I must drink a lot of tea, because I have visited a ton of public restrooms in my day. I do what needs to be done, wash my hands, and then hopefully dry my hands on something other than my shirt or pants. There’s a plethora of options these days for hand drying. My favorite is the old, grab-as-many-paper-towels-as-you-want method. I know this is wasteful, but it also gets my hands the driest in the shortest amount of time. Now they have these electronic, motion-detector paper towel dispensers. The other day I walked into a Meijer restroom, and the motion detectors must not have been set properly. I walked past 4 or 5 of these machines and set them all off – whirl, whoosh, whirl, whoosh, whirl. It felt like the time I had a hole in my muffler in sunny California where almost everyone has a car alarm. I drove through one neighborhood and left a horn-honking storm in my wake! This particular time I had paper shooting out of every towel dispenser.
Recently I was in one bathroom that had one of those motion-detector paper towel dispensers. As I approached it, the machine let out about 4 inches of paper towel. Uh, right!! Maybe that could dry a baby’s hand … but not mine! So I proceeded to wave my hand under the dryer to get some more drying substance. Nothing happened. I read the directions on the machine (yes, they were right there). “Place hand under here.” I did. Nothing happened. By now my daughter was beside me with her dripping hands. She tried it. Nothing. We kept looking for the proper way to get more paper towel. At one point we were both bent at the waist, leaning way over looking at the underside of the paper towel dispenser. We couldn’t find anything that would detect motion. I started thinking we were probably looking quite silly. I whipped up suddenly and looked around – this was a perfect time for the Candid Camera people to pop out. Alas, no one came forward. We ended up leaving with wet hand marks on our jeans.

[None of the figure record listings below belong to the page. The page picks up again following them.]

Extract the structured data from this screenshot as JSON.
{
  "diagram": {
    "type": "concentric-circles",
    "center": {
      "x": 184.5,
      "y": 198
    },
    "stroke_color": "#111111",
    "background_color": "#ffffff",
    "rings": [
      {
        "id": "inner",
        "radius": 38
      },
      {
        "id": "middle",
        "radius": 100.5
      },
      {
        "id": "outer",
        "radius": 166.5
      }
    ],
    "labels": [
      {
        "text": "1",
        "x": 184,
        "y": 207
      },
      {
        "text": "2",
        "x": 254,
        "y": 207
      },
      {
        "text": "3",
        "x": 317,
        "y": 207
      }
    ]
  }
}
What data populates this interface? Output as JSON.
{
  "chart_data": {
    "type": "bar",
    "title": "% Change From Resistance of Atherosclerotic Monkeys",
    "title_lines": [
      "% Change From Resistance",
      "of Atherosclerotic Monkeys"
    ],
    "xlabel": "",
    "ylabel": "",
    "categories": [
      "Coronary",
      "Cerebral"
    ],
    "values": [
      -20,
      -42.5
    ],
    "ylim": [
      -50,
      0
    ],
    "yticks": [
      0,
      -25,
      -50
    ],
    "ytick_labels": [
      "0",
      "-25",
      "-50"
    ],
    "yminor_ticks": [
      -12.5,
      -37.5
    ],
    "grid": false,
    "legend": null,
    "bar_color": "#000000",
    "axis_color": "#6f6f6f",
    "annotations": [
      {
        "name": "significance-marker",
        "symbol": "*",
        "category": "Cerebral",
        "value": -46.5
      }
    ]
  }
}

To save on paper costs (and probably janitorial costs), many establishments have gone to the hand blowers. Long time ago, it took more than one press of the button to dry my hands. (Was that common for everyone or do I just have big hands?) Most of the button-push hand blowers have gone out of style. Now we find them in the motion-detector section too. The ones that intrigue me the most (and are my favorite) are the ones that sound like airplane engines and can actually blow the skin on your hand from one place to another. I met a friend recently at one of those hand dryers. She said, “Look, if we can put our faces under here, we could get face lifts!” I laughed and said that we would have to carry the dryer around where ever we went to keep the face lift.

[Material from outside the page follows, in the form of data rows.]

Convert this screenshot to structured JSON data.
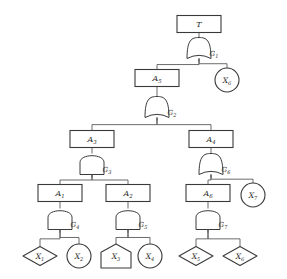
{
  "diagram": {
    "top_event": {
      "id": "T",
      "label": "T",
      "shape": "rect"
    },
    "nodes": [
      {
        "key": "T",
        "label": "T",
        "sub": "",
        "shape": "rect",
        "cx": 199,
        "cy": 24
      },
      {
        "key": "A5",
        "label": "A",
        "sub": "5",
        "shape": "rect",
        "cx": 157,
        "cy": 78
      },
      {
        "key": "X6a",
        "label": "X",
        "sub": "6",
        "shape": "circle",
        "cx": 227,
        "cy": 80
      },
      {
        "key": "A3",
        "label": "A",
        "sub": "3",
        "shape": "rect",
        "cx": 92,
        "cy": 139
      },
      {
        "key": "A4",
        "label": "A",
        "sub": "4",
        "shape": "rect",
        "cx": 211,
        "cy": 139
      },
      {
        "key": "A1",
        "label": "A",
        "sub": "1",
        "shape": "rect",
        "cx": 60,
        "cy": 193
      },
      {
        "key": "A2",
        "label": "A",
        "sub": "2",
        "shape": "rect",
        "cx": 128,
        "cy": 193
      },
      {
        "key": "A6",
        "label": "A",
        "sub": "6",
        "shape": "rect",
        "cx": 208,
        "cy": 193
      },
      {
        "key": "X7",
        "label": "X",
        "sub": "7",
        "shape": "circle",
        "cx": 253,
        "cy": 195
      },
      {
        "key": "X1",
        "label": "X",
        "sub": "1",
        "shape": "diamond",
        "cx": 40,
        "cy": 256
      },
      {
        "key": "X2",
        "label": "X",
        "sub": "2",
        "shape": "circle",
        "cx": 79,
        "cy": 256
      },
      {
        "key": "X3",
        "label": "X",
        "sub": "3",
        "shape": "house",
        "cx": 116,
        "cy": 256
      },
      {
        "key": "X4",
        "label": "X",
        "sub": "4",
        "shape": "circle",
        "cx": 150,
        "cy": 256
      },
      {
        "key": "X5",
        "label": "X",
        "sub": "5",
        "shape": "diamond",
        "cx": 196,
        "cy": 256
      },
      {
        "key": "X6b",
        "label": "X",
        "sub": "6",
        "shape": "diamond",
        "cx": 240,
        "cy": 256
      }
    ],
    "gates": [
      {
        "key": "G1",
        "label": "G",
        "sub": "1",
        "type": "or",
        "cx": 199,
        "cy": 48,
        "label_x": 214,
        "label_y": 56
      },
      {
        "key": "G2",
        "label": "G",
        "sub": "2",
        "type": "or",
        "cx": 157,
        "cy": 107,
        "label_x": 172,
        "label_y": 115
      },
      {
        "key": "G3",
        "label": "G",
        "sub": "3",
        "type": "and",
        "cx": 92,
        "cy": 164,
        "label_x": 107,
        "label_y": 172
      },
      {
        "key": "G6",
        "label": "G",
        "sub": "6",
        "type": "or",
        "cx": 211,
        "cy": 164,
        "label_x": 226,
        "label_y": 172
      },
      {
        "key": "G4",
        "label": "G",
        "sub": "4",
        "type": "and",
        "cx": 60,
        "cy": 219,
        "label_x": 75,
        "label_y": 227
      },
      {
        "key": "G5",
        "label": "G",
        "sub": "5",
        "type": "and",
        "cx": 128,
        "cy": 219,
        "label_x": 143,
        "label_y": 227
      },
      {
        "key": "G7",
        "label": "G",
        "sub": "7",
        "type": "and",
        "cx": 208,
        "cy": 219,
        "label_x": 223,
        "label_y": 227
      }
    ],
    "edges": [
      {
        "from": "T",
        "to": "G1"
      },
      {
        "from": "G1",
        "to": "A5"
      },
      {
        "from": "G1",
        "to": "X6a"
      },
      {
        "from": "A5",
        "to": "G2"
      },
      {
        "from": "G2",
        "to": "A3"
      },
      {
        "from": "G2",
        "to": "A4"
      },
      {
        "from": "A3",
        "to": "G3"
      },
      {
        "from": "G3",
        "to": "A1"
      },
      {
        "from": "G3",
        "to": "A2"
      },
      {
        "from": "A1",
        "to": "G4"
      },
      {
        "from": "G4",
        "to": "X1"
      },
      {
        "from": "G4",
        "to": "X2"
      },
      {
        "from": "A2",
        "to": "G5"
      },
      {
        "from": "G5",
        "to": "X3"
      },
      {
        "from": "G5",
        "to": "X4"
      },
      {
        "from": "A4",
        "to": "G6"
      },
      {
        "from": "G6",
        "to": "A6"
      },
      {
        "from": "G6",
        "to": "X7"
      },
      {
        "from": "A6",
        "to": "G7"
      },
      {
        "from": "G7",
        "to": "X5"
      },
      {
        "from": "G7",
        "to": "X6b"
      }
    ],
    "colors": {
      "stroke": "#3a3a3a",
      "wire": "#5a5a5a",
      "fill": "#ffffff",
      "text": "#2c2c2c",
      "background": "#ffffff"
    }
  }
}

Earlier this summer, I was in a gas station restroom. I was drying my hands under one of those airplane engines that was attached to the wall right next to the exit. The door opened and a woman with her granddaughter stood there and just looked at me. I motioned them to come in – I wasn’t THAT much in the way of the door. She shook her head, and I stopped drying my hands. This is when she started her lecture from her position outside the bathroom with the door still in her hand. I can’t remember everything she said, but she went on and on about the evils of these hand blowers. She exclaimed (with unbelief that I didn’t know this) that these hand blowers are horrible. She told me about all the diseases in the bathroom that these monsters blew around in the area surrounding us. I was stunned – more that she would come at me with this than what she was actually saying. She might be right. I don’t know. To be honest, there are too many things to worry about in my life than whether a germ from the floor gets blown up my nose.

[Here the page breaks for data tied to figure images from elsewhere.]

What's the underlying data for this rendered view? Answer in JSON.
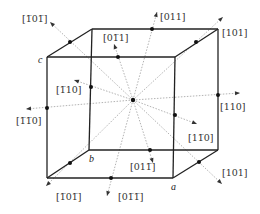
{
  "figure": {
    "center": {
      "x": 133,
      "y": 100
    },
    "vertices": {
      "front_tl": {
        "x": 47,
        "y": 57
      },
      "front_tr": {
        "x": 175,
        "y": 57
      },
      "front_bl": {
        "x": 47,
        "y": 178
      },
      "front_br": {
        "x": 173,
        "y": 178
      },
      "back_tl": {
        "x": 92,
        "y": 29
      },
      "back_tr": {
        "x": 218,
        "y": 29
      },
      "back_bl": {
        "x": 89,
        "y": 150
      },
      "back_br": {
        "x": 218,
        "y": 150
      }
    },
    "vertex_labels": [
      {
        "id": "c",
        "text": "c",
        "x": 38,
        "y": 63
      },
      {
        "id": "b",
        "text": "b",
        "x": 89,
        "y": 162
      },
      {
        "id": "a",
        "text": "a",
        "x": 171,
        "y": 190
      }
    ],
    "directions": [
      {
        "id": "d-1bar01bar-top",
        "label": "[1̅0 1̅]",
        "lx": 22,
        "ly": 22,
        "dot": [
          70,
          42
        ],
        "tip": [
          50,
          22
        ]
      },
      {
        "id": "d-01bar1",
        "label": "[0 1̅ 1]",
        "lx": 103,
        "ly": 41,
        "dot": [
          118,
          57
        ],
        "tip": [
          114,
          44
        ]
      },
      {
        "id": "d-011",
        "label": "[011]",
        "lx": 160,
        "ly": 20,
        "dot": [
          152,
          29
        ],
        "tip": [
          157,
          12
        ]
      },
      {
        "id": "d-101-top",
        "label": "[101]",
        "lx": 222,
        "ly": 36,
        "dot": [
          196,
          42
        ],
        "tip": [
          223,
          17
        ]
      },
      {
        "id": "d-1bar10",
        "label": "[1̅ 10]",
        "lx": 56,
        "ly": 93,
        "dot": [
          91,
          87
        ],
        "tip": [
          74,
          80
        ]
      },
      {
        "id": "d-1bar1bar0",
        "label": "[1̅ 1̅ 0]",
        "lx": 16,
        "ly": 124,
        "dot": [
          47,
          108
        ],
        "tip": [
          26,
          109
        ]
      },
      {
        "id": "d-110",
        "label": "[110]",
        "lx": 220,
        "ly": 110,
        "dot": [
          218,
          95
        ],
        "tip": [
          240,
          93
        ]
      },
      {
        "id": "d-11bar0",
        "label": "[1 1̅ 0]",
        "lx": 188,
        "ly": 141,
        "dot": [
          175,
          115
        ],
        "tip": [
          197,
          124
        ]
      },
      {
        "id": "d-01bar1bar-upper",
        "label": "[0 1 1̅]",
        "lx": 130,
        "ly": 170,
        "dot": [
          150,
          150
        ],
        "tip": [
          153,
          163
        ]
      },
      {
        "id": "d-1bar01bar-bottom",
        "label": "[1̅ 0 1̅]",
        "lx": 56,
        "ly": 200,
        "dot": [
          70,
          163
        ],
        "tip": [
          46,
          186
        ]
      },
      {
        "id": "d-01bar1bar-lower",
        "label": "[0 1̅ 1̅]",
        "lx": 118,
        "ly": 200,
        "dot": [
          111,
          178
        ],
        "tip": [
          107,
          196
        ]
      },
      {
        "id": "d-101-bottom",
        "label": "[101]",
        "lx": 222,
        "ly": 176,
        "dot": [
          199,
          162
        ],
        "tip": [
          222,
          184
        ]
      }
    ]
  }
}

What caught me as funny, though, was when she started to list the diseases that I could catch by using this hand dryer. The list went on (forever it seemed) and finally ended with “Typhoid and AIDS.” Really?? Yep, that’s what I said. That isn’t what I wanted to say. (I was being good.) Here’s what I really wanted to do and say: I wanted to look at her, look around the room, and take a deep breath to take in all of the germs that were obviously flying around the room! I wanted to look at her and say, “Girlfriend, if AIDS is airborne, we are ALL in trouble!” I wanted to peer around the room and duck for any invisible dirty needles that might be flying around in the airplane engine’s after effects. (I’m so bad.) But all I said was “Really?” and I backed away from the door. The lady walked in, but her granddaughter was too scared to follow (poor girl). The grandmother turned around and told the little girl, “It’s okay, you can come in now.” Meanwhile, I am thinking, “Uh, the germs are still flying around.” I guess if the machine stops blowing, all of the germs she talked about suddenly drop to the floor. OH, so THAT’S why we don’t go barefoot in bathrooms!!
I walked out of the restroom and chuckled to myself. What I truly wanted to do was to turn around, whip into the bathroom, and put my hands under that dryer while the two of them were locked up in their stall with no place to run! Thank you, Lord, for giving me some restraint! When I hopped into the car, I shared the incident with my children. Since then, anytime we come out of a bathroom with one of those hand blowers, we warn each other that we have now been infected with typhoid and AIDS! I do not mean to make light of these serious diseases at all. But, if you have a phobia of hand blowers and germs, please do not accost the customer using one. We just want to dry our hands!